In this paper I discuss the theory of "recasts", a type of corrective feedback closely studied in the last two decades by SLA researchers working from a cognitive-interactionist approach; I also present a model for the pedagogical application of form-focused recasts.

A Day in the Life of an Active Latin Teacher

By Skye Shirley

I have used the recent breakthroughs in Second Language acquisition research to inform my Latin teaching strategies with a variety of students, from public to private schools, children to adults, in classrooms and on archaeological sites, and groups of two dozen to one-on-one tutorials. Across these different settings, there are tools that I find indispensable and pedagogical questions that persist. In this paper, I will provide a glimpse into the regular practices of a teacher using Active Latin in every class.

Aut Latine aut nihil? A tertium quid

By Tom Keeline

Active Latin can seem like an all-or-nothing proposition. For most programs today, however, whether at the secondary or postsecondary level, converting all Latin classes to all Latin, all the time, is unrealistic. There’s no doubt that the communicative approach to language instruction serves some of our curricular goals very well; in particular, as SLA research indicates, it helps students learn to read with greater ease and understanding (summarized in e.g. Carlon 2013, Lightbown and Spada 2013; cf. ACL 2017, embodying these results).

Split tunnel: Nonius Datus celebrating and mourning construction

By Nolan Epstein

Construction is ephemeral in its end and process. We may consider construction as the performative instant of finishing production (Taylor 2016) or as a performed sequence of creative moments (Pearson 2010). Reflecting on construction’s ephemerality, this paper reads the surviving portions of a second-century inscription by the Roman engineer Nonius Datus—our only extant account of a major construction project from antiquity.

Temporalities of stone, hand, and light in Posidippus’ Lithika

By Verity Platt

In the wake of Lessing’s distinction between the spatial-material qualities of the visual arts and the linear-temporal qualities of the verbal, the trope of ekphrasis has been treated as a mediating device between notions of solidity, durability, and permanence on the one hand, and the momentary or ephemeral on the other (Lessing 1766; Fulda 2017).

Me and my shadow

By Katharine Earnshaw

Shadows are spatial, but lack materiality. They turn space into time. This paper explores the transience of shadows in Latin literature, as designated in particular by the word umbra: as temporal markers, as companions and extensions to humans and objects, as figurative (non-)spaces. It considers their relationship to daylight and the passage of time, and offers connections between their ephemeral status and their presentation as souls, ghosts, and ideas.

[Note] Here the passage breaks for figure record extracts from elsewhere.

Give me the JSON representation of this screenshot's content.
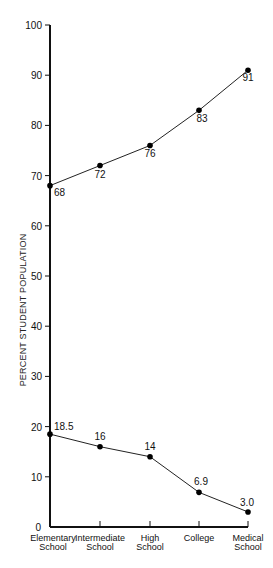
{
  "chart_data": {
    "type": "line",
    "title": "",
    "xlabel": "",
    "ylabel": "PERCENT STUDENT POPULATION",
    "ylim": [
      0,
      100
    ],
    "yticks": [
      0,
      10,
      20,
      30,
      40,
      50,
      60,
      70,
      80,
      90,
      100
    ],
    "grid": false,
    "legend": null,
    "categories": [
      [
        "Elementary",
        "School"
      ],
      [
        "Intermediate",
        "School"
      ],
      [
        "High",
        "School"
      ],
      [
        "College"
      ],
      [
        "Medical",
        "School"
      ]
    ],
    "series": [
      {
        "name": "upper",
        "values": [
          68,
          72,
          76,
          83,
          91
        ],
        "labels": [
          "68",
          "72",
          "76",
          "83",
          "91"
        ]
      },
      {
        "name": "lower",
        "values": [
          18.5,
          16,
          14,
          6.9,
          3.0
        ],
        "labels": [
          "18.5",
          "16",
          "14",
          "6.9",
          "3.0"
        ]
      }
    ]
  }
}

Lyric ephemerality in Sappho

By Alex Purves

This paper reads Sappho’s corpus against two different articulations of the present in lyric poetry: Gallagher’s “formalism of ephemerality” (2006), which argues that lyric is always contending against time and durability, and a special, poetic form of the present as identified in studies of modern lyric (Culler 2015). The Greek word ἐφήμερος, as Fränkel argued, applies to the precarious and variable nature of human life, as well as to man’s limited understanding of time beyond the single day which he inhabits.

Ephemerality as exhortation

By Sarah Nooter

The paper follows on the first by examining the use of the Greek term ἐφήμερος as a performative act of speech, one that combines elements of exhortation and provocation. It traces a long history of ephemerality being lodged as a complaint, problem, warning or a wake-up call. The word itself literally denotes “lasting for a day” (following Dickie 1976 over Fränkel 1955) and commonly connotes the short-lived nature of human existence and endeavors.

Open-ended ἐφήμερος

By Felix Budelmann

Animals, plants, provisions, pleasures, thoughts, poisons, fevers and much else can, in certain circumstances, be described as ἐφήμερος, but in poetry at least the quintessentially ἐφήμερος thing is the human (cf. Plut. Mor. 1090b). This paper examines the combination of specificity and elusiveness that gives the notion of humanity as ἐφήμερος its particular expressive force. Ἐφήμερος, I argue, acts as a stimulus to thought, and indeed to poetic writing, by posing a question that allows more than one answer: what do we mean when we call humans “day creatures”?